Reference the highlighted excerpt from ITTR’s post on Sept 29, AGM Transcript 2: Lily Wu’s Talk:
“And just to put a word or two about that, you all know and understand the value of POET and its technologies, from Chinese shareholders’ perspective, DenseLight has two sides of its business. Its larger and primary aspect of its business is actually sensing chips. Sensing chips go into a wide-range of industrial manufacturing applications. China, as you know, is often referred to in the press as the factory of the world. For us, in China, the manufacturing, the industrial, the equipment machining applications of DenseLight are ever so important, perhaps more so than for traditional Western countries for whom manufacturing has mostly migrated out of those countries. So DenseLight has great interest to our investor base, perhaps even more so than it would, for example, to POET who’s more facing leading-edge datacom-type, or telecom-type, applications.
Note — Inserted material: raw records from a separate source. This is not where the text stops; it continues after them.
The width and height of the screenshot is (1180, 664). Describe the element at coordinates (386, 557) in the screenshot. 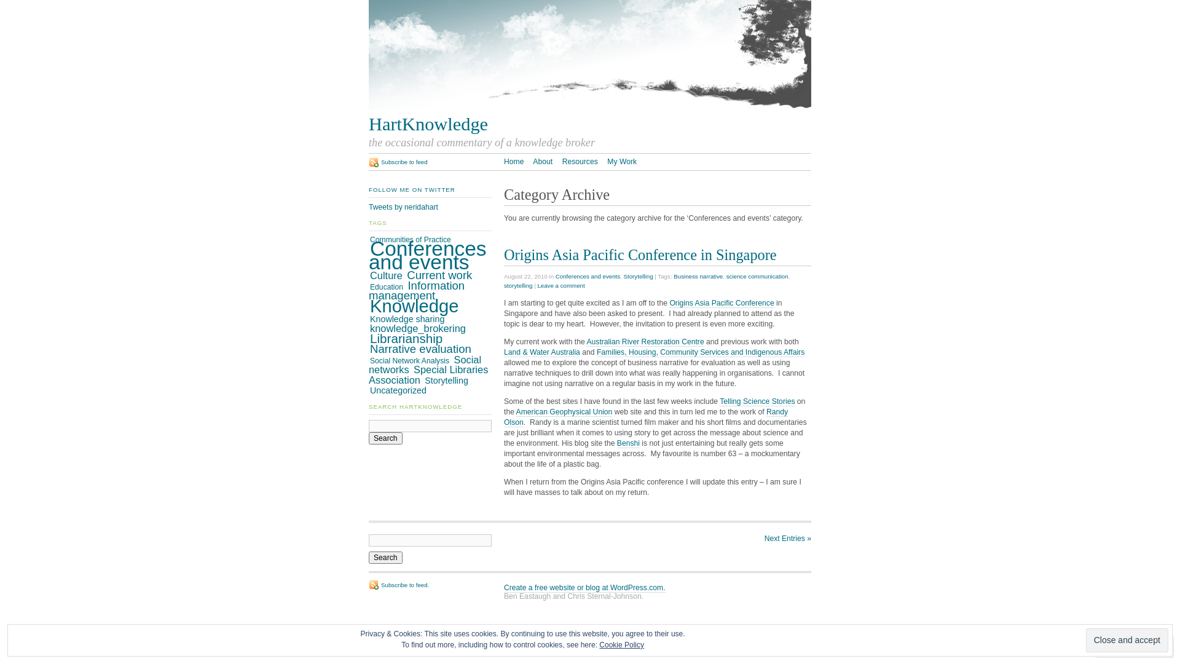

I see `Search` at that location.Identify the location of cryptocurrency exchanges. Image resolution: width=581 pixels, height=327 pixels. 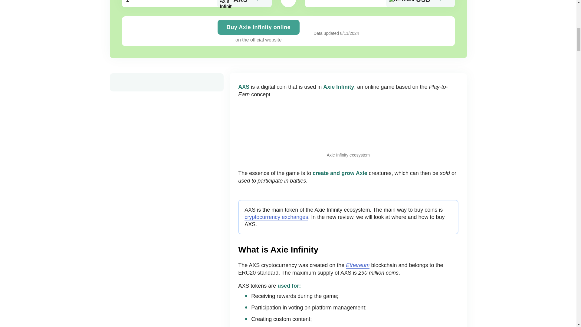
(276, 217).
Of course we also have that need, so we hope to develop both, but it’s the machining and traditional manufacturing which for us is so important and so valuable to complete our supply-chains, to complete our technology capabilities. So that’s the other side of the DenseLight story and why it’s so meaningful to the Chinese investors.”
Although I’m not particularly tech savvy, I’m wondering if applications of this patent could potentially be an important foundation piece for POET’s ongoing commercial relationship with Denselight Shanghai and their Sensor Chip business in China.